Cape May, New Jersey. Where have I been the last nine years? The auditory cue saying that professional investigators could help if you suspect your spouse or lover of cheating was what caught my attention. It was somewhere between 8 and 9 a.m. as I waited for Dennis to finish showering so we could head over to Bill’s Pancake House for breakfast. Understand that relative to what I’m about to report, my husband and I lead blissfully mundane lives, including vacationing in the wedding capital of the Jersey shore.
I thought Dennis had the television in our hotel room tuned in to some Philadelphia news program. Apparently not, because what flashed on screen was a scene of a very obese woman clad in slacks going out to meet her equally obese lover, a guy with white shoulder length hair and a cowboy hat. He presented her with flowers and a necklace, and then they went their separate ways before meeting up at a hotel, presumably for a romantic rendezvous.
A few minutes later, the show presents footage of a tearful husband confronted with the evidence of his wife cheating on him with the man he recognizes to be her ex-husband. When I told Daphne that I’d seen this sordid version of Candid Camera broadcast from Philadelphia, she rolled her eyes, explaining that Cheaters is a nationally syndicated television reality show that’s now in its 9th year.
Once in a while she and Etan, who live in Orlando, watch Cheaters for the type of amusement that I suspect derives from feeling superior to people who come across as life’s losers. Were we to identify with the people on the show, I suspect this would be painful rather than funny.
The advertisements associated with the snippet I saw seemed designed to appeal to people in generally desperate straits. One featured a personal injury lawyer warning prospective clients that just because an attorney has spent lots of money on an enormous Yellow Page ad is no proof that he’s competent. Of course the lawyer on screen made no mention that his 30 seconds of on air time costs a lot more than any print ad.
There was also an ad offering to advance money to plaintiffs with personal injury suits pending. No mention was made of the fact that such services charge interest rates just a hair under usurious.
The show’s website, www.cheaters.com, features a process serving service, and ironically an online dating service. The latter demonstrates a fundamental truth, that despite the pain of betrayal, people are willing to try again.
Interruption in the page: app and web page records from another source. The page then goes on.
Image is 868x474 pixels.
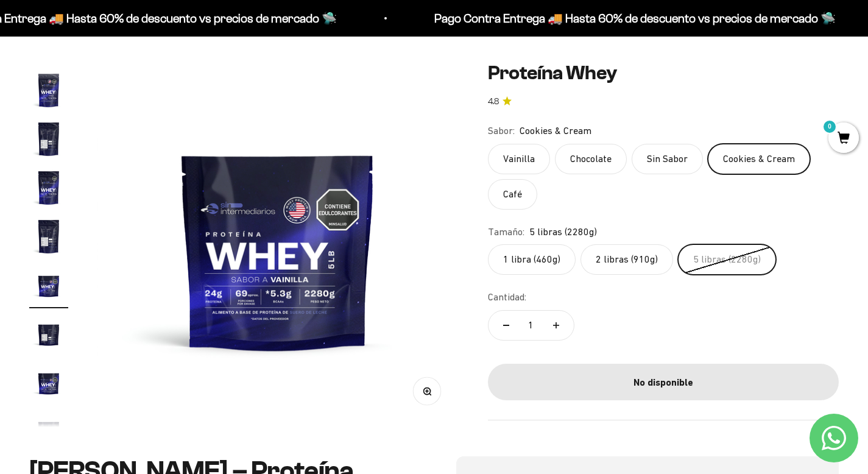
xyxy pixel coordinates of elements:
label: Cantidad: [488,289,526,305]
img: Proteína Whey [30,71,68,110]
button: Ir al artículo 12 [30,364,68,406]
img: Proteína Whey [30,120,68,159]
span: Cookies & Cream [520,124,591,139]
button: No disponible [488,364,839,400]
input: Otra (por favor especifica) [40,184,251,204]
h1: Proteína Whey [488,61,839,85]
img: Proteína Whey [30,412,68,451]
button: Ir al artículo 10 [30,266,68,308]
img: Proteína Whey [30,266,68,305]
button: Reducir cantidad [489,311,524,340]
button: Ir al artículo 7 [30,120,68,162]
button: Ir al artículo 6 [30,71,68,113]
span: 5 libras (2280g) [529,224,597,240]
legend: Tamaño: [488,224,524,240]
img: Proteína Whey [98,61,459,423]
img: Proteína Whey [30,315,68,353]
p: Pago Contra Entrega 🚚 Hasta 60% de descuento vs precios de mercado 🛸 [433,9,835,28]
mark: 0 [823,120,837,134]
div: Comparativa con otros productos similares [14,159,253,180]
button: Enviar [199,211,253,231]
button: Ir al artículo 9 [30,217,68,260]
div: Certificaciones de calidad [14,134,253,155]
p: Para decidirte a comprar este suplemento, ¿qué información específica sobre su pureza, origen o c... [14,19,253,75]
img: Proteína Whey [30,169,68,208]
a: 4.84.8 de 5.0 estrellas [488,95,839,108]
button: Ir al artículo 11 [30,315,68,357]
div: País de origen de ingredientes [14,110,253,131]
legend: Sabor: [488,124,515,139]
button: Ir al artículo 8 [30,169,68,211]
img: Proteína Whey [30,364,68,402]
span: Enviar [200,211,251,231]
div: Detalles sobre ingredientes "limpios" [14,85,253,106]
a: 0 [829,132,859,146]
span: 4.8 [488,95,500,108]
img: Proteína Whey [30,217,68,256]
button: Aumentar cantidad [539,311,574,340]
button: Ir al artículo 13 [30,412,68,455]
div: No disponible [513,375,814,391]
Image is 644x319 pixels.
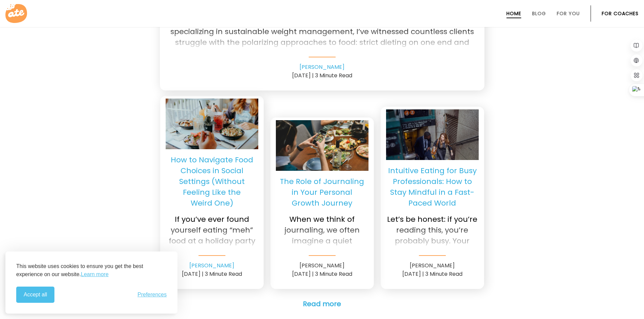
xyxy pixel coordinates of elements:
a: Role of journaling. Image: Pexels - cottonbro studio [275,120,369,171]
a: [PERSON_NAME] [299,63,344,71]
p: How to Navigate Food Choices in Social Settings (Without Feeling Like the Weird One) [165,155,259,209]
a: [PERSON_NAME] [189,262,234,269]
div: [DATE] | 3 Minute Read [165,269,259,278]
div: [PERSON_NAME] [275,262,369,269]
div: [DATE] | 3 Minute Read [165,71,479,79]
img: Role of journaling. Image: Pexels - cottonbro studio [275,118,369,173]
p: Intuitive Eating for Busy Professionals: How to Stay Mindful in a Fast-Paced World [385,165,479,209]
img: intuitive eating for bust professionals. Image: Pexels - Mizuno K [385,104,479,165]
img: Social Eating. Image: Pexels - thecactusena ‎ [165,98,259,150]
a: For Coaches [601,11,638,16]
p: Let’s be honest: if you’re reading this, you’re probably busy. Your calendar looks like a game of... [385,209,479,247]
span: Preferences [138,292,166,298]
p: This website uses cookies to ensure you get the best experience on our website. [16,263,166,278]
p: The Role of Journaling in Your Personal Growth Journey [275,176,369,209]
div: [DATE] | 3 Minute Read [385,269,479,278]
a: Intuitive Eating for Busy Professionals: How to Stay Mindful in a Fast-Paced World Let’s be hones... [385,165,479,256]
a: The Role of Journaling in Your Personal Growth Journey When we think of journaling, we often imag... [275,176,369,256]
a: Learn more [80,270,108,278]
div: [PERSON_NAME] [385,262,479,269]
a: Home [506,11,521,16]
a: Social Eating. Image: Pexels - thecactusena ‎ [165,99,259,150]
p: If you’ve ever found yourself eating “meh” food at a holiday party just because everyone else was... [165,209,259,247]
a: Blog [532,11,546,16]
p: When we think of journaling, we often imagine a quiet moment at the end of the day, pen in hand, ... [275,209,369,247]
a: How to Navigate Food Choices in Social Settings (Without Feeling Like the Weird One) If you’ve ev... [165,155,259,256]
a: Read more [303,299,341,309]
button: Toggle preferences [138,292,166,298]
a: intuitive eating for bust professionals. Image: Pexels - Mizuno K [385,109,479,160]
a: For You [557,11,580,16]
div: [DATE] | 3 Minute Read [275,269,369,278]
button: Accept all cookies [16,286,54,303]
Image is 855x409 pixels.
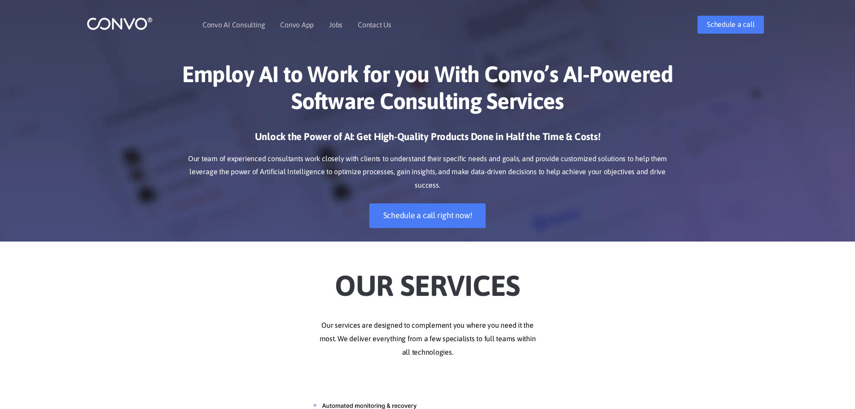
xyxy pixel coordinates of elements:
[179,319,677,359] p: Our services are designed to complement you where you need it the most. We deliver everything fro...
[280,21,314,28] a: Convo App
[179,130,677,150] h3: Unlock the Power of AI: Get High-Quality Products Done in Half the Time & Costs!
[179,152,677,193] p: Our team of experienced consultants work closely with clients to understand their specific needs ...
[358,21,392,28] a: Contact Us
[370,203,486,228] a: Schedule a call right now!
[329,21,343,28] a: Jobs
[698,16,764,34] a: Schedule a call
[203,21,265,28] a: Convo AI Consulting
[179,61,677,121] h1: Employ AI to Work for you With Convo’s AI-Powered Software Consulting Services
[87,17,153,31] img: logo_1.png
[179,255,677,305] h2: Our Services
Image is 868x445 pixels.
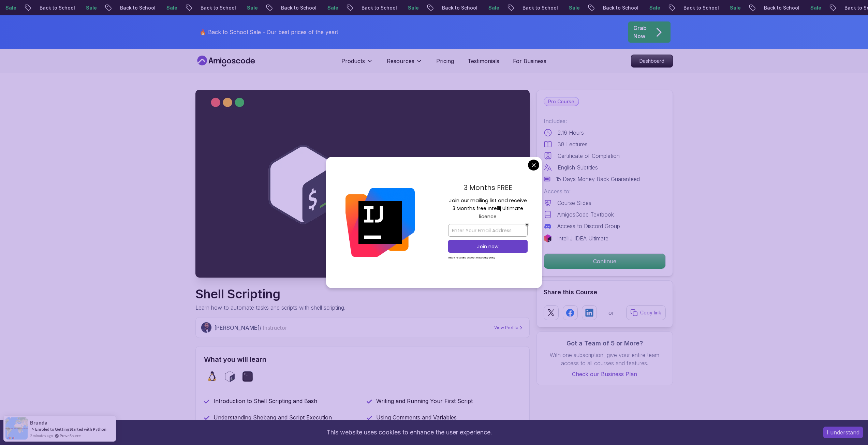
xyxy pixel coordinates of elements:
p: Back to School [202,5,248,11]
p: Sale [651,5,673,11]
span: Brunda [30,420,47,426]
img: terminal logo [242,371,253,382]
p: AmigosCode Textbook [557,211,614,218]
h2: Share this Course [544,287,665,297]
h3: Got a Team of 5 or More? [544,339,665,348]
p: View Profile [494,325,519,331]
p: Back to School [41,5,87,11]
h2: What you will learn [204,355,521,364]
p: Back to School [604,5,651,11]
p: Includes: [544,117,665,125]
p: Back to School [121,5,168,11]
p: Back to School [363,5,409,11]
h1: Shell Scripting [195,287,345,301]
img: provesource social proof notification image [5,417,28,440]
p: or [608,309,614,317]
p: Dashboard [632,55,673,67]
p: Sale [7,5,29,11]
p: Writing and Running Your First Script [376,397,473,405]
a: View Profile [494,324,524,331]
a: Enroled to Getting Started with Python [35,426,107,432]
button: Products [341,57,373,71]
img: linux logo [207,371,218,382]
p: 38 Lectures [558,140,588,148]
p: IntelliJ IDEA Ultimate [557,234,608,242]
p: Introduction to Shell Scripting and Bash [214,397,317,405]
p: Sale [409,5,431,11]
p: [PERSON_NAME] / [214,324,287,332]
p: Using Comments and Variables [376,413,457,422]
p: Sale [168,5,190,11]
p: Sale [731,5,753,11]
p: 2.16 Hours [558,129,584,137]
img: jetbrains logo [544,234,552,242]
p: Access to Discord Group [557,222,620,230]
p: Access to: [544,187,665,196]
p: 🔥 Back to School Sale - Our best prices of the year! [200,28,338,36]
p: Sale [329,5,351,11]
span: -> [30,426,35,432]
img: bash logo [224,371,235,382]
span: Instructor [263,324,287,331]
button: Resources [387,57,423,71]
a: Pricing [436,57,454,65]
p: Certificate of Completion [558,152,620,160]
a: Dashboard [631,54,673,67]
p: Learn how to automate tasks and scripts with shell scripting. [195,304,345,312]
p: Resources [387,57,414,65]
p: Sale [570,5,592,11]
p: Sale [812,5,833,11]
a: Testimonials [468,57,499,65]
button: Continue [544,254,665,269]
p: Continue [544,254,665,269]
a: For Business [513,57,546,65]
p: Course Slides [557,199,591,207]
span: 2 minutes ago [30,433,53,439]
a: ProveSource [60,433,81,439]
p: English Subtitles [558,163,598,172]
a: Check our Business Plan [544,370,665,378]
p: Copy link [640,309,661,316]
p: With one subscription, give your entire team access to all courses and features. [544,351,665,368]
p: 15 Days Money Back Guaranteed [556,175,640,183]
button: Copy link [626,305,665,320]
div: This website uses cookies to enhance the user experience. [5,425,813,440]
p: Sale [87,5,109,11]
p: Understanding Shebang and Script Execution [214,413,332,422]
p: Back to School [524,5,570,11]
img: shell-scripting_thumbnail [195,90,530,278]
p: Back to School [282,5,329,11]
button: Accept cookies [824,427,863,439]
p: Sale [490,5,512,11]
p: Pro Course [544,98,578,106]
p: Back to School [766,5,812,11]
img: Abz [201,323,212,333]
p: Back to School [443,5,490,11]
p: Sale [248,5,270,11]
p: Products [341,57,365,65]
p: Grab Now [633,24,647,40]
p: Back to School [685,5,731,11]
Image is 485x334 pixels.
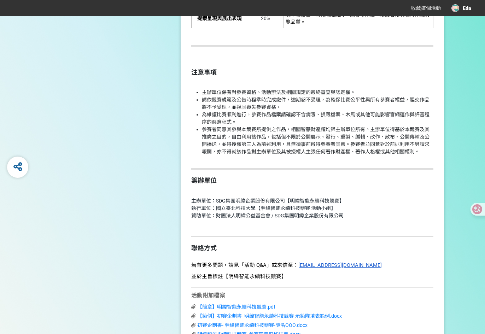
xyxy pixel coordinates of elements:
[202,89,355,95] span: 主辦單位保有對參賽資格、活動辦法及相關規定的最終審查與認定權。
[248,9,283,28] td: 20%
[197,313,342,319] a: 【範例】初賽企劃書- 明緯智能永續科技競賽-示範隊填表範例.docx
[202,126,429,154] span: 參賽者同意其參與本競賽所提供之作品，相關智慧財產權均歸主辦單位所有。主辦單位得基於本競賽及其推廣之目的，自由利用該作品，包括但不限於公開展示、發行、重製、編輯、改作、散布、公開傳輸及公開播送，並...
[191,69,217,76] strong: 注意事項
[191,273,287,279] span: 並於主旨標註【明緯智能永續科技競賽】
[197,16,242,21] span: 提案呈現與展出表現
[191,205,336,211] span: 執行單位：國立臺北科技大學【明緯智能永續科技競賽 活動小組】
[197,304,275,309] a: 【簡章】明緯智能永續科技競賽.pdf
[191,198,344,204] span: 主辦單位：SDG集團明緯企業股份有限公司【明緯智能永續科技競賽】
[197,322,307,328] a: 初賽企劃書- 明緯智能永續科技競賽-隊名OOO.docx
[202,97,429,110] span: 請依競賽規範及公告時程準時完成繳件，逾期恕不受理，為確保比賽公平性與所有參賽者權益，遲交作品將不予受理，並視同喪失參賽資格。
[191,262,298,268] span: 若有更多問題，請見「活動 Q&A」或來信至：
[202,112,429,125] span: 為維護比賽順利進行，參賽作品檔案請確認不含病毒、損毀檔案、木馬或其他可能影響官網運作與評審程序的惡意程式。
[411,5,441,11] span: 收藏這個活動
[191,291,433,300] div: 活動附加檔案
[298,262,382,268] a: [EMAIL_ADDRESS][DOMAIN_NAME]
[191,177,217,184] strong: 籌辦單位
[191,213,343,218] span: 贊助單位：財團法人明緯公益基金會 / SDG集團明緯企業股份有限公司
[191,244,217,252] strong: 聯絡方式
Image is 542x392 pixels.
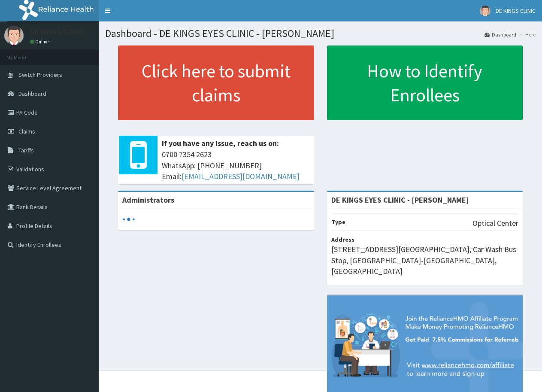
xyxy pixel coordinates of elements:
[123,195,174,204] b: Administrators
[30,28,84,36] p: DE KINGS CLINIC
[331,235,354,244] b: Address
[182,171,299,181] a: [EMAIL_ADDRESS][DOMAIN_NAME]
[18,90,47,98] span: Dashboard
[162,149,309,182] span: 0700 7354 2623 WhatsApp: [PHONE_NUMBER] Email:
[331,195,469,204] strong: DE KINGS EYES CLINIC - [PERSON_NAME]
[18,128,35,135] span: Claims
[484,31,516,38] a: Dashboard
[517,31,535,38] li: Here
[331,244,519,277] p: [STREET_ADDRESS][GEOGRAPHIC_DATA], Car Wash Bus Stop, [GEOGRAPHIC_DATA]-[GEOGRAPHIC_DATA], [GEOGR...
[472,218,519,229] p: Optical Center
[495,7,535,14] span: DE KINGS CLINIC
[30,38,51,45] a: Online
[18,71,63,78] span: Switch Providers
[105,28,535,39] h1: Dashboard - DE KINGS EYES CLINIC - [PERSON_NAME]
[123,213,135,226] svg: audio-loading
[327,46,523,120] a: How to Identify Enrollees
[4,26,23,45] img: User Image
[479,6,490,17] img: User Image
[162,138,279,148] b: If you have any issue, reach us on:
[18,146,34,154] span: Tariffs
[331,218,345,226] b: Type
[118,46,314,120] a: Click here to submit claims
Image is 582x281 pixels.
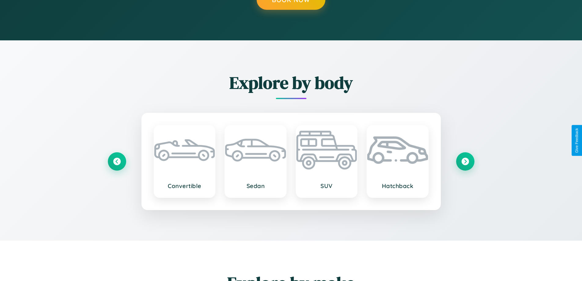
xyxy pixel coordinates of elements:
[108,71,475,94] h2: Explore by body
[373,182,422,189] h3: Hatchback
[575,128,579,153] div: Give Feedback
[160,182,209,189] h3: Convertible
[231,182,280,189] h3: Sedan
[303,182,351,189] h3: SUV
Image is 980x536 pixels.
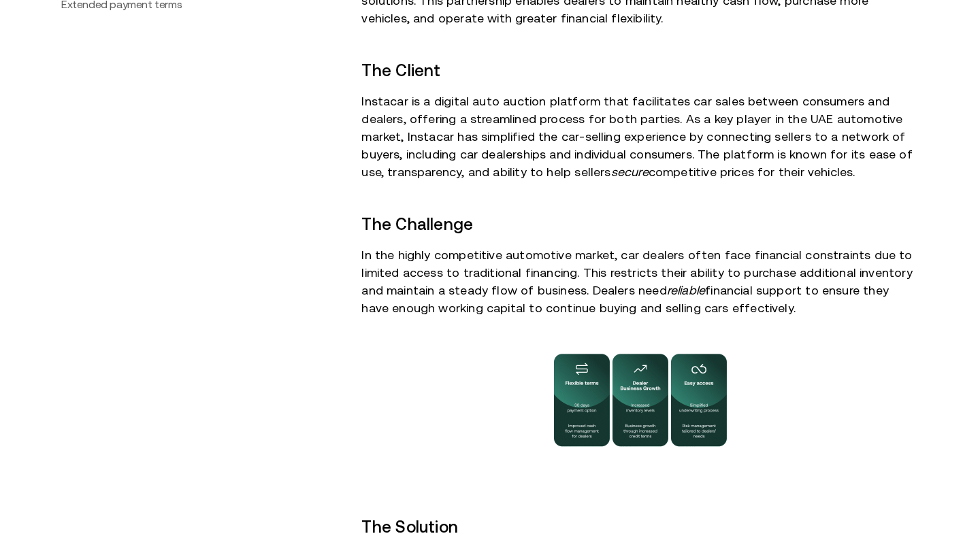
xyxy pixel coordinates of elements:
strong: The Solution [362,518,458,536]
em: reliable [667,283,705,297]
strong: The Client [362,62,440,80]
em: secure [611,164,649,179]
p: In the highly competitive automotive market, car dealers often face financial constraints due to ... [362,247,918,317]
strong: The Challenge [362,215,473,233]
p: Instacar is a digital auto auction platform that facilitates car sales between consumers and deal... [362,93,918,181]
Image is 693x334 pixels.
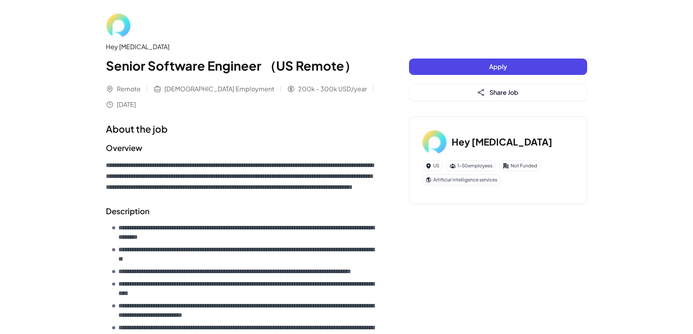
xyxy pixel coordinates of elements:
[452,135,552,149] h3: Hey [MEDICAL_DATA]
[499,161,541,172] div: Not Funded
[117,84,141,94] span: Remote
[489,63,507,71] span: Apply
[106,206,378,217] h2: Description
[106,56,378,75] h1: Senior Software Engineer （US Remote）
[409,59,587,75] button: Apply
[446,161,496,172] div: 1-50 employees
[422,129,447,154] img: He
[106,142,378,154] h2: Overview
[490,88,518,97] span: Share Job
[298,84,367,94] span: 200k - 300k USD/year
[422,175,501,186] div: Artificial intelligence services
[164,84,274,94] span: [DEMOGRAPHIC_DATA] Employment
[117,100,136,109] span: [DATE]
[106,122,378,136] h1: About the job
[422,161,443,172] div: US
[409,84,587,101] button: Share Job
[106,42,378,52] div: Hey [MEDICAL_DATA]
[106,13,131,38] img: He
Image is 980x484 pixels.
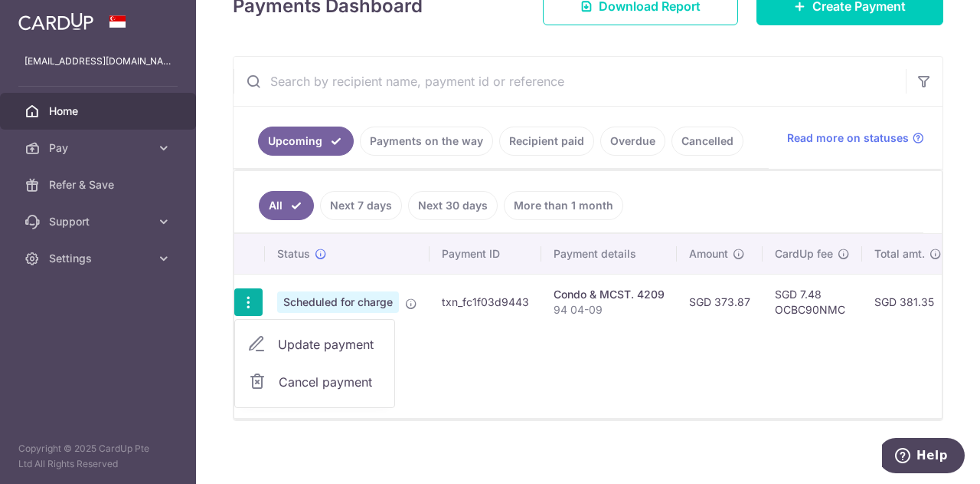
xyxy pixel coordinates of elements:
[788,130,909,145] span: Read more on statuses
[554,302,665,317] p: 94 04-09
[875,246,926,262] span: Total amt.
[408,191,498,220] a: Next 30 days
[258,126,354,155] a: Upcoming
[24,54,172,69] p: [EMAIL_ADDRESS][DOMAIN_NAME]
[677,273,763,330] td: SGD 373.87
[690,246,729,262] span: Amount
[360,126,494,155] a: Payments on the way
[882,438,965,476] iframe: Opens a widget where you can find more information
[49,214,150,229] span: Support
[49,251,150,266] span: Settings
[430,233,542,273] th: Payment ID
[233,56,906,105] input: Search by recipient name, payment id or reference
[278,246,310,262] span: Status
[18,13,93,31] img: CardUp
[49,177,150,193] span: Refer & Save
[542,233,677,273] th: Payment details
[601,126,666,155] a: Overdue
[499,126,594,155] a: Recipient paid
[788,130,925,145] a: Read more on statuses
[320,191,402,220] a: Next 7 days
[430,273,542,330] td: txn_fc1f03d9443
[49,104,150,119] span: Home
[49,140,150,155] span: Pay
[775,246,833,262] span: CardUp fee
[278,291,399,312] span: Scheduled for charge
[763,273,862,330] td: SGD 7.48 OCBC90NMC
[504,191,623,220] a: More than 1 month
[259,191,314,220] a: All
[554,287,665,302] div: Condo & MCST. 4209
[671,126,744,155] a: Cancelled
[862,273,955,330] td: SGD 381.35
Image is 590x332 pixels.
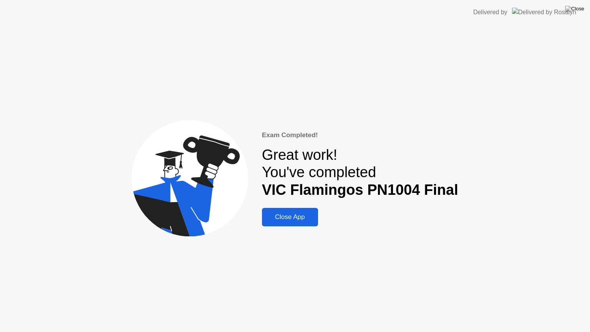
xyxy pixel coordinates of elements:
[565,6,584,12] img: Close
[512,8,576,17] img: Delivered by Rosalyn
[262,146,458,199] div: Great work! You've completed
[262,182,458,198] b: VIC Flamingos PN1004 Final
[473,8,507,17] div: Delivered by
[262,208,318,226] button: Close App
[264,213,316,221] div: Close App
[262,130,458,140] div: Exam Completed!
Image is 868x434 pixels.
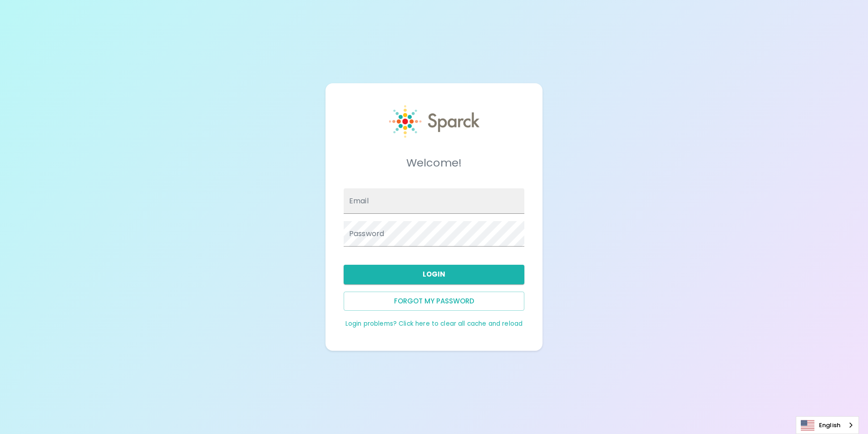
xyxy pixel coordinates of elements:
[796,416,860,434] div: Language
[796,416,860,434] aside: Language selected: English
[344,292,524,310] button: Forgot my password
[797,416,859,433] a: English
[344,264,524,284] button: Login
[390,105,479,137] img: Sparck logo
[346,319,522,328] a: Login problems? Click here to clear all cache and reload
[344,155,524,170] h5: Welcome!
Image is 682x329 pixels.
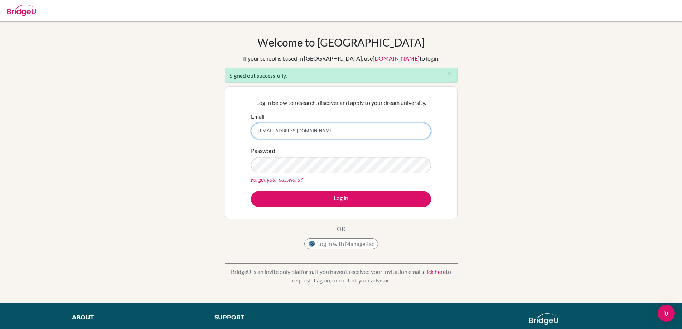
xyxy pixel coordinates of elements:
a: [DOMAIN_NAME] [373,55,419,62]
button: Log in with ManageBac [304,238,378,249]
p: OR [337,224,345,233]
p: BridgeU is an invite only platform. If you haven’t received your invitation email, to request it ... [225,267,457,285]
label: Password [251,146,275,155]
a: Forgot your password? [251,176,302,183]
button: Close [443,68,457,79]
label: Email [251,112,265,121]
div: Signed out successfully. [225,68,457,83]
div: Open Intercom Messenger [658,305,675,322]
i: close [447,71,452,76]
p: Log in below to research, discover and apply to your dream university. [251,98,431,107]
a: click here [423,268,446,275]
div: Support [214,313,333,322]
button: Log in [251,191,431,207]
div: If your school is based in [GEOGRAPHIC_DATA], use to login. [243,54,439,63]
img: logo_white@2x-f4f0deed5e89b7ecb1c2cc34c3e3d731f90f0f143d5ea2071677605dd97b5244.png [529,313,558,325]
h1: Welcome to [GEOGRAPHIC_DATA] [257,36,425,49]
img: Bridge-U [7,5,36,16]
div: About [72,313,198,322]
Still I couldn’t help thinking of real tales of betrayal and infidelity, real in the sense that they involved people I knew:
(1) During the years that we summered in Lake Mahopac, New York, I had a best friend named Claudia. Her dad was a dentist with a Manhattan office and her mom divided her time between traveling to Europe and shopping at Saks. It wasn’t until we were in our teens, and her dad asked my dad to represent him in his divorce that I learned her mom was having an affair with “Uncle” Al, a very rich family friend and dental patient of her father.
(2) The year Daphne entered first grade, I went to pick her up from a play date at the home of another little girl. The girl’s father came to the door, giggling uproariously about the tickling game he said the three had been playing. Especially put off by his comment that my daughter would have to stay over because he couldn’t find one of her shoes, I ushered Daphne out very quickly. The next time we saw the classmate, she reported that her mom had a boyfriend and had taken an apartment closer to work.
(3) Just a few years after losing my first husband, I became friends with a periodontist at my gym who ultimately introduced me to Dennis. While waiting for the gym to open, my friend had me meet his wife, a woman I found friendly, funny, and attractive.
During the course of our many 45-minute workouts on Concept II rowing ergometers, he told me he thought his wife was cheating on him. The real reason for her trips to Israel -- purportedly to visit their children studying abroad – was an affair she was having with a guy who lived there. Ironically, when my friend moved out, began divorce proceedings, and started dating a woman he’d known for years, his soon-to-be ex-wife told me she felt betrayed.
(4) Everybody has a story. During the years before meeting Dennis, I took ballroom dance lessons at virtually every studio in the Greater Boston area. I always wondered about a tall, platinum blonde in her sixties named Ellie. Seemingly well-heeled, she initially told me she and her ex-husband had “grown apart.”
As we got to know each other, she said that when she suspected he was cheating on her, she hired a private investigator. Much to her dismay but not her surprise, she said that his Rolls Royce kept turning up at the home of another woman.
Either cool and calculating or just a loving mother, she said she waited until her kids were older before disrupting a lifestyle that included having her own Rolls Royce, living in a home with a pool and sending the kids to private school.
Do you know of any episodes that didn’t make it on to Cheaters?